At the Platts Cellulosic Ethanol Conference in Chicago last fall, a representative from the Department Of Energy discussed the DOE's Biomass Program. The program's short term goal is to have cost-competitive cellulosic ethanol (i.e., fuel that costs at most $1.33 to make per gallon by 2012). The DOE is conducting bioenergy crop trials using switchgrass, sorghum, and more (see this map).

Once we figure out how to make cellulosic ethanol cheap enough to sell at a profit, what then? The good news is that cellulosic ethanol and corn-based ethanol perform exactly the same once they are made, so the way we use ethanol now won't change once it's all made from biosludge.

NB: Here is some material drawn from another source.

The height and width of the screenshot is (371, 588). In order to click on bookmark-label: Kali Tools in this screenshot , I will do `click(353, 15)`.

Right now, in the U.S., a lot of gasoline available at the pump is actually a blend of gasoline and up to 10 percent ethanol. This is called E10 fuel. Some pumps, often marked with a yellow handle, dispense E85 (15 percent gasoline with 85 percent ethanol), but those pumps dispense less than one percent of the ethanol used in the U.S. In fact, once annual ethanol production in the U.S. reaches 14 billion gallons, which will likely happen in a few years, the E10 market will be saturated. To give the excess ethanol a place to go, the DOE is testing whether intermediate ethanol blends - E15 and E20 - should be more widely used.

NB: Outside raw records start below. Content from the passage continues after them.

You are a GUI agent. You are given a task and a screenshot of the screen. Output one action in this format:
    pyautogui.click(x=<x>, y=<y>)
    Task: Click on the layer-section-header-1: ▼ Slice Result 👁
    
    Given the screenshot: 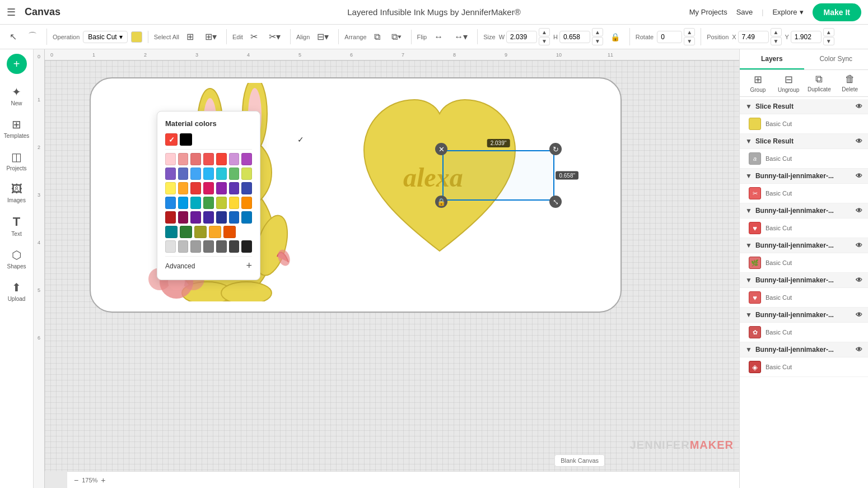 What is the action you would take?
    pyautogui.click(x=804, y=106)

It is not that difficult or expensive to turn a standard gasoline engine into one that is E85-capable, but you do need to make some upgrades. The fuel pump, level sender, the on-board diagnostics sensor, fuel injectors and seals all need to be changed. The pressure in the fuel tank also needs to be monitored and the software needs to be recalibrated so that the system knows what blend of ethanol and gasoline is coursing through the fuel line without the user telling the car what she just filled up with. The U.S. government says that about 300,000 E85-capable vehicles were in use in America in 2006, the last year for which data is available. This number is much lower than one we've seen from the Auto Alliance, which claims there are "about 5 million vehicles on the road today that have been built to use up to 85 percent ethanol + 15 percent gasoline (known as E-85)." The difference is that the government only counts vehicles it believes are being fueled with E85. Considering all of the trouble associated with corn ethanol in the U.S., cracking the cheap cellulosic ethanol nut will go a long way towards making E85 a truly green fuel.

To keep up to date on the ethanol industry, keep checking our ethanol category using this link.